CHICAGO >> For the first time in over a decade, Chicago’s public school teachers have a new contract without a strike or threat of a walkout. The four-year agreement includes pay hikes, hiring more teachers and class size limits.

While negotiations between the Chicago Teachers Union and the district didn’t escalate this time, there was unprecedented turmoil surrounding the unusual yearlong talks.

The drama included the school superintendent’s firing, the entire board resigning and historic elections that tested the union’s power.

Now, Chicago faces uncertainty with Trump administration education cuts and looming questions about how the nation’s fourth-largest school district will pay for the contract.

While all parties are celebrating the agreement now, there’s been no shortage of turbulence.

Perhaps the main reason negotiations didn’t devolve into a strike, as was the case in 2019 and 2012, was union ally Mayor Brandon Johnson. A former teacher and CTU organizer, the union helped elect him in 2023.

He spent months trying to oust Chicago Public Schools CEO Pedro Martinez, an appointee of former Mayor Lori Lightfoot, in a public spat.

“All of that chaos and turmoil there clearly dragged down the bargaining and probably shut it down for a fair amount of time,” said Robert Bruno, a University of Illinois professor of labor and employment relations.

Johnson wanted a $300 million loan to cover the new contract and a pension payment, which Martinez and the board rejected as fiscally irresponsible. District officials and good government groups argue that borrowing would incur high interest rates, but Johnson has pushed back, saying rates are “relatively” low.

In October, the board resigned in protest.

The next month, the city held its first school elections. The transitional board — a mix of union-backed candidates, charter school supporters and independents — includes mayoral appointees until it’s fully elected in 2027.

In December, the board moved to fire Martinez, although he’ll remain until June. At one point, Martinez accused new members of meeting privately with the union and won a judge’s restraining order.

The union started contract talks last year with more than 700 requests, a record for the almost 30,000-member union.

Union leaders say their goal is always equality in the segregated city. Roughly 70% of the 325,000 students in the district are low-income and more than 80% are Black or Latino.

But district officials said those lofty requests would have cost over $10 billion. The district’s annual budget is roughly $10 billion.The new agreement’s price tag is about $1.5 billion.

“We stayed true to our values,” Martinez said after the deal was announced. “We succeeded in keeping the best interest of our students always at the center.”

Both sides touted transparency. For the first time, some bargaining sessions were publicly livestreamed.

It was also the first time in nearly three decades the union was allowed to bargain on issues like class size. In 1995, a Republican-led Illinois legislature passed a law limiting collective bargaining rights largely to pay and benefits. Democratic leaders changed that in 2021.

CTU President Stacy Davis Gates celebrated the contract as a win that protects students, particularly those vulnerable under Donald Trump’s presidency.

“It’s big, it’s complex and it is certainly a step in the right direction,” she said.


Search the listing for the word "screenshot" and copy every line where it turns up.

------------------------------------------------------------------------

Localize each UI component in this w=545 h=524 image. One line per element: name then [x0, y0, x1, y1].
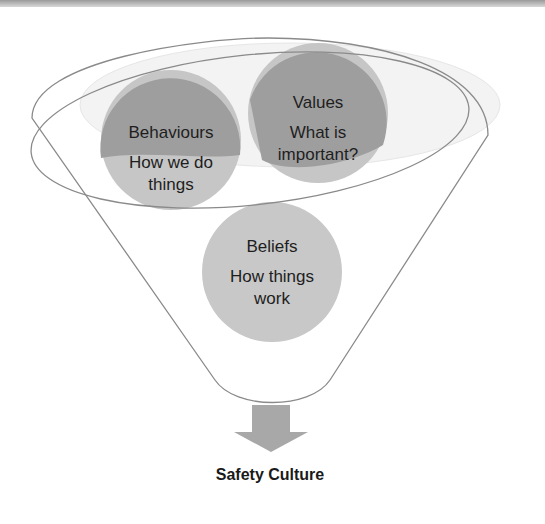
behaviours-subtitle-line2: things: [106, 174, 236, 196]
behaviours-label: Behaviours How we do things: [106, 122, 236, 196]
values-label: Values What is important?: [253, 92, 383, 166]
beliefs-subtitle-line1: How things: [207, 266, 337, 288]
behaviours-title: Behaviours: [106, 122, 236, 144]
values-subtitle-line2: important?: [253, 144, 383, 166]
behaviours-subtitle-line1: How we do: [106, 152, 236, 174]
beliefs-subtitle-line2: work: [207, 288, 337, 310]
beliefs-label: Beliefs How things work: [207, 236, 337, 310]
values-title: Values: [253, 92, 383, 114]
safety-culture-label: Safety Culture: [170, 466, 370, 484]
beliefs-title: Beliefs: [207, 236, 337, 258]
values-subtitle-line1: What is: [253, 122, 383, 144]
down-arrow-icon: [234, 405, 308, 452]
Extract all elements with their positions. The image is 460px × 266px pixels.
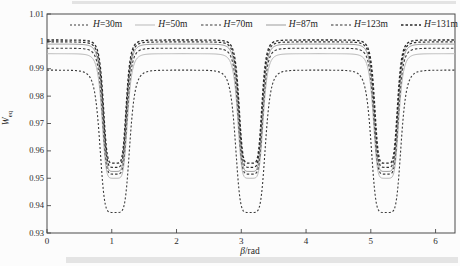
legend-line-sample (331, 21, 351, 29)
x-tick-label: 4 (296, 237, 316, 246)
legend-label: H=123m (354, 20, 388, 30)
y-tick-label: 0.93 (16, 229, 44, 238)
legend-item-H-131m: H=131m (401, 20, 458, 30)
chart-canvas (0, 0, 460, 266)
y-tick-label: 0.98 (16, 92, 44, 101)
x-axis-title-unit: /rad (245, 246, 260, 256)
y-axis-title-symbol: W (1, 117, 11, 125)
y-axis-title: Weq (2, 88, 14, 148)
legend-line-sample (201, 21, 221, 29)
y-tick-label: 1.01 (16, 10, 44, 19)
plot-frame (47, 14, 455, 233)
legend-item-H-123m: H=123m (331, 20, 388, 30)
x-axis-title: β/rad (210, 247, 290, 257)
y-axis-title-subscript: eq (6, 111, 14, 118)
legend-label: H=70m (224, 20, 253, 30)
legend-line-sample (135, 21, 155, 29)
legend-item-H-30m: H=30m (70, 20, 122, 30)
y-tick-label: 0.95 (16, 174, 44, 183)
legend-label: H=30m (93, 20, 122, 30)
x-tick-label: 6 (426, 237, 446, 246)
x-tick-label: 1 (102, 237, 122, 246)
legend-label: H=131m (424, 20, 458, 30)
y-tick-label: 0.94 (16, 201, 44, 210)
legend-item-H-70m: H=70m (201, 20, 253, 30)
figure-page: { "figure": { "axes": { "x": { "title_va… (0, 0, 460, 266)
curve-H-70m (47, 48, 455, 174)
y-tick-label: 0.96 (16, 146, 44, 155)
legend-item-H-87m: H=87m (266, 20, 318, 30)
y-tick-label: 0.99 (16, 64, 44, 73)
x-tick-label: 3 (231, 237, 251, 246)
legend-item-H-50m: H=50m (135, 20, 187, 30)
legend-label: H=87m (289, 20, 318, 30)
curve-H-131m (47, 40, 455, 163)
legend-line-sample (70, 21, 90, 29)
x-tick-label: 0 (37, 237, 57, 246)
y-tick-label: 0.97 (16, 119, 44, 128)
x-tick-label: 5 (361, 237, 381, 246)
chart-legend: H=30mH=50mH=70mH=87mH=123mH=131m (70, 18, 458, 31)
legend-label: H=50m (158, 20, 187, 30)
legend-line-sample (266, 21, 286, 29)
x-tick-label: 2 (167, 237, 187, 246)
y-tick-label: 1 (16, 37, 44, 46)
curve-H-30m (47, 70, 455, 212)
legend-line-sample (401, 21, 421, 29)
curve-H-50m (47, 54, 455, 179)
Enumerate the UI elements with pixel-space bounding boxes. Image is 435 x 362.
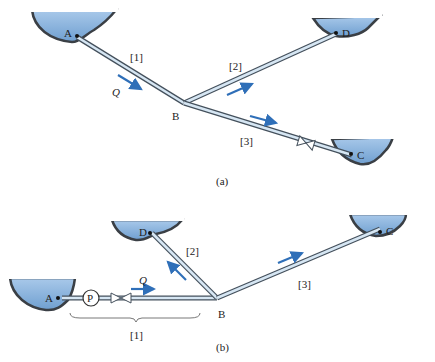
pipe-label-3-b: [3] [298, 278, 311, 290]
point-c-dot-b [378, 230, 382, 234]
pipe-label-1: [1] [130, 51, 143, 63]
reservoir-a [30, 8, 118, 42]
valve-icon-b [111, 293, 131, 303]
figure-a: A D C B [1] [2] [3] Q (a) [30, 8, 396, 188]
label-d-b: D [139, 226, 147, 238]
figure-b: P A D C B [1] [2] [3] Q (b) [8, 210, 410, 354]
label-a-b: A [45, 292, 53, 304]
pipe-2-a [184, 34, 336, 103]
pipe-2-b [152, 233, 217, 298]
pipe-label-2-b: [2] [186, 245, 199, 257]
label-c-b: C [386, 225, 393, 237]
point-d-dot [334, 31, 338, 35]
pipe-label-1-b: [1] [130, 329, 143, 341]
flow-arrow-2 [227, 84, 252, 95]
point-c-dot [349, 152, 353, 156]
point-d-dot-b [148, 231, 152, 235]
flow-label-q: Q [112, 86, 120, 98]
flow-label-q-b: Q [139, 274, 147, 286]
pump-icon: P [83, 290, 99, 306]
label-b-b: B [218, 308, 225, 320]
pipe-label-2: [2] [229, 60, 242, 72]
label-d: D [342, 27, 350, 39]
pipe-network-diagram: A D C B [1] [2] [3] Q (a) [0, 0, 435, 362]
pipe-1-a [77, 37, 184, 103]
pipe-3-a [184, 103, 352, 155]
pump-label: P [87, 292, 93, 304]
point-a-dot-b [56, 296, 60, 300]
point-a-dot [75, 34, 79, 38]
label-b: B [172, 110, 179, 122]
reservoir-b-a [8, 274, 78, 310]
reservoir-b-d [110, 216, 184, 240]
pipe-label-3: [3] [240, 135, 253, 147]
label-c: C [357, 149, 364, 161]
label-a: A [64, 27, 72, 39]
valve-icon [297, 136, 315, 150]
pipe-1-brace [70, 313, 200, 322]
caption-a: (a) [216, 175, 229, 188]
caption-b: (b) [216, 341, 229, 354]
flow-arrow-3 [250, 116, 276, 123]
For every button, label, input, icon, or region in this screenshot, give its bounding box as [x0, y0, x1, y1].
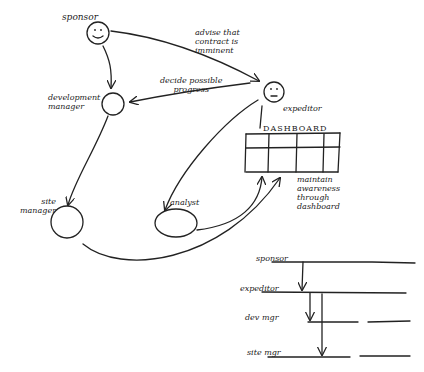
edge-sponsor-devmgr [103, 46, 111, 88]
sponsor-face-icon [87, 22, 109, 44]
site-manager-label: site manager [20, 197, 56, 215]
edge-label-advise: advise that contract is imminent [195, 28, 240, 55]
expeditor-face-icon [260, 82, 284, 128]
dashboard-note: maintain awareness through dashboard [297, 175, 340, 211]
edge-devmgr-sitemgr [68, 116, 108, 205]
edge-analyst-dashboard [197, 177, 262, 230]
edge-expeditor-analyst [165, 100, 258, 210]
analyst-label: analyst [170, 198, 199, 207]
swimlane-diagram [262, 262, 415, 357]
analyst-node [155, 209, 197, 237]
lane-label-sponsor: sponsor [256, 254, 288, 263]
edge-sitemgr-dashboard [83, 178, 280, 260]
sponsor-label: sponsor [62, 12, 98, 22]
development-manager-node [102, 93, 124, 115]
edge-label-decide: decide possible progress [160, 76, 222, 94]
sketch-canvas [0, 0, 424, 372]
lane-label-dev-mgr: dev mgr [245, 313, 278, 322]
lane-label-site-mgr: site mgr [247, 348, 281, 357]
development-manager-label: development manager [48, 93, 100, 111]
expeditor-label: expeditor [283, 104, 322, 113]
dashboard-table [245, 133, 340, 172]
lane-label-expeditor: expeditor [240, 284, 279, 293]
dashboard-title: DASHBOARD [263, 124, 327, 134]
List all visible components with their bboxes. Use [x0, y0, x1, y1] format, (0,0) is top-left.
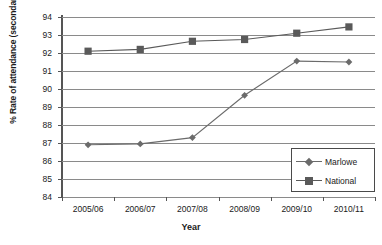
x-tick-mark [114, 197, 115, 201]
data-point-marlowe-0[interactable] [85, 141, 92, 148]
x-axis-tick-label: 2010/11 [322, 204, 376, 214]
x-tick-mark [219, 197, 220, 201]
legend-label-marlowe: Marlowe [322, 157, 357, 167]
data-point-marlowe-5[interactable] [346, 59, 353, 66]
y-axis-tick-label: 87 [36, 139, 52, 148]
y-axis-tick-label: 93 [36, 31, 52, 40]
legend-marker-diamond-icon [296, 156, 322, 168]
y-axis-tick-label: 91 [36, 67, 52, 76]
data-point-national-3[interactable] [241, 36, 248, 43]
series-line-national [88, 27, 349, 51]
y-axis-tick-label: 86 [36, 157, 52, 166]
data-point-national-0[interactable] [84, 48, 91, 55]
x-axis-tick-label: 2009/10 [270, 204, 324, 214]
data-point-national-2[interactable] [189, 38, 196, 45]
x-axis-tick-label: 2006/07 [113, 204, 167, 214]
y-axis-tick-label: 92 [36, 49, 52, 58]
x-axis-tick-label: 2008/09 [218, 204, 272, 214]
x-tick-mark [323, 197, 324, 201]
y-axis-tick-label: 90 [36, 85, 52, 94]
chart-legend: Marlowe National [291, 148, 375, 192]
legend-label-national: National [322, 176, 356, 186]
series-line-marlowe [88, 61, 349, 145]
data-point-national-5[interactable] [345, 23, 352, 30]
x-axis-tick-label: 2007/08 [165, 204, 219, 214]
legend-item-national[interactable]: National [292, 171, 374, 190]
y-axis-tick-label: 89 [36, 103, 52, 112]
y-axis-tick-label: 84 [36, 193, 52, 202]
y-axis-title: % Rate of attendance (secondary) [8, 0, 18, 152]
data-point-marlowe-1[interactable] [137, 141, 144, 148]
x-tick-mark [375, 197, 376, 201]
x-tick-mark [271, 197, 272, 201]
data-point-national-1[interactable] [137, 46, 144, 53]
legend-item-marlowe[interactable]: Marlowe [292, 152, 374, 171]
x-axis-tick-label: 2005/06 [61, 204, 115, 214]
y-axis-tick-label: 88 [36, 121, 52, 130]
x-axis-title: Year [0, 222, 382, 232]
data-point-marlowe-4[interactable] [293, 58, 300, 65]
data-point-national-4[interactable] [293, 30, 300, 37]
line-chart: % Rate of attendance (secondary) 8485868… [0, 0, 382, 245]
y-axis-tick-label: 85 [36, 175, 52, 184]
legend-marker-square-icon [296, 175, 322, 187]
x-tick-mark [62, 197, 63, 201]
y-axis-tick-label: 94 [36, 13, 52, 22]
x-tick-mark [166, 197, 167, 201]
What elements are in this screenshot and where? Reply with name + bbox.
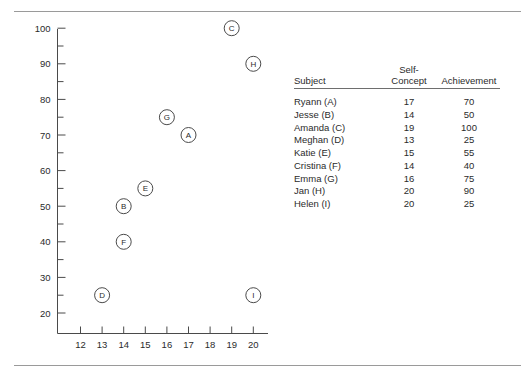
column-header-subject: Subject [294,64,380,88]
data-point-h: H [246,56,261,71]
x-tick-label: 15 [140,339,151,350]
cell-subject: Meghan (D) [294,134,380,147]
y-tick-label: 90 [40,58,51,69]
y-tick-label: 30 [40,272,51,283]
cell-self-concept: 14 [380,108,438,121]
column-header-subject-label: Subject [294,75,326,86]
data-point-label: G [164,113,170,122]
cell-subject: Katie (E) [294,147,380,160]
cell-subject: Jesse (B) [294,108,380,121]
data-point-label: F [121,238,126,247]
data-point-label: E [143,184,148,193]
cell-self-concept: 20 [380,185,438,198]
data-point-label: B [121,202,126,211]
cell-self-concept: 13 [380,134,438,147]
y-tick-label: 100 [35,23,51,34]
cell-subject: Amanda (C) [294,121,380,134]
x-tick-label: 20 [248,339,259,350]
data-point-label: I [252,291,254,300]
y-tick-label: 60 [40,165,51,176]
x-tick-label: 13 [97,339,108,350]
cell-self-concept: 16 [380,172,438,185]
y-tick-label: 50 [40,201,51,212]
cell-self-concept: 19 [380,121,438,134]
data-point-e: E [138,181,153,196]
column-header-achievement: Achievement [438,64,500,88]
cell-achievement: 70 [438,89,500,109]
cell-achievement: 75 [438,172,500,185]
table-row: Katie (E)1555 [294,147,500,160]
data-points: ABCDEFGHI [95,21,261,303]
x-tick-label: 16 [162,339,173,350]
y-axis-tick-labels: 2030405060708090100 [35,23,51,319]
table-row: Cristina (F)1440 [294,159,500,172]
cell-achievement: 25 [438,198,500,211]
cell-self-concept: 14 [380,159,438,172]
data-point-f: F [116,234,131,249]
cell-achievement: 55 [438,147,500,160]
x-tick-label: 17 [183,339,194,350]
column-header-self-concept-line2: Concept [380,75,438,86]
data-point-d: D [95,288,110,303]
cell-self-concept: 15 [380,147,438,160]
cell-subject: Ryann (A) [294,89,380,109]
data-table: Subject Self- Concept Achievement Ryann … [294,64,500,210]
data-point-g: G [159,110,174,125]
data-point-label: H [250,60,256,69]
y-tick-label: 40 [40,236,51,247]
x-tick-label: 14 [118,339,129,350]
table-body: Ryann (A)1770Jesse (B)1450Amanda (C)1910… [294,89,500,211]
cell-self-concept: 17 [380,89,438,109]
plot-canvas: 2030405060708090100 121314151617181920 A… [0,0,290,377]
data-point-label: A [186,131,192,140]
table-row: Jan (H)2090 [294,185,500,198]
table-row: Jesse (B)1450 [294,108,500,121]
data-point-label: C [229,24,235,33]
cell-subject: Helen (I) [294,198,380,211]
cell-achievement: 40 [438,159,500,172]
table-row: Helen (I)2025 [294,198,500,211]
cell-subject: Cristina (F) [294,159,380,172]
y-axis-ticks [58,28,66,313]
table-header-row: Subject Self- Concept Achievement [294,64,500,88]
x-axis-ticks [81,327,254,334]
y-tick-label: 20 [40,308,51,319]
y-tick-label: 70 [40,130,51,141]
cell-achievement: 25 [438,134,500,147]
cell-achievement: 100 [438,121,500,134]
y-tick-label: 80 [40,94,51,105]
cell-achievement: 50 [438,108,500,121]
column-header-achievement-label: Achievement [442,75,497,86]
x-tick-label: 19 [226,339,237,350]
x-tick-label: 18 [205,339,216,350]
cell-subject: Emma (G) [294,172,380,185]
axes [58,29,269,334]
cell-subject: Jan (H) [294,185,380,198]
data-point-c: C [224,21,239,36]
cell-achievement: 90 [438,185,500,198]
data-point-label: D [99,291,105,300]
table-row: Emma (G)1675 [294,172,500,185]
x-axis-tick-labels: 121314151617181920 [75,339,258,350]
table-row: Ryann (A)1770 [294,89,500,109]
data-point-a: A [181,128,196,143]
scatter-plot: 2030405060708090100 121314151617181920 A… [0,0,290,377]
cell-self-concept: 20 [380,198,438,211]
table-row: Meghan (D)1325 [294,134,500,147]
data-point-i: I [246,288,261,303]
table-row: Amanda (C)19100 [294,121,500,134]
data-point-b: B [116,199,131,214]
column-header-self-concept: Self- Concept [380,64,438,88]
x-tick-label: 12 [75,339,86,350]
column-header-self-concept-line1: Self- [380,64,438,75]
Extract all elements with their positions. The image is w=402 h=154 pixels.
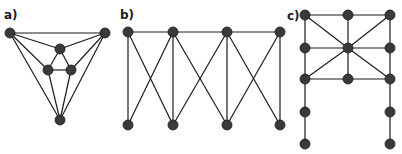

------------------------------------------------------------------------

» SOLUTION BELOW
For every button, label, input, icon, or region in this screenshot, give its bounding box as [x0, y0, x1, y1].
What elements are in this screenshot and where? Reply with name + bbox.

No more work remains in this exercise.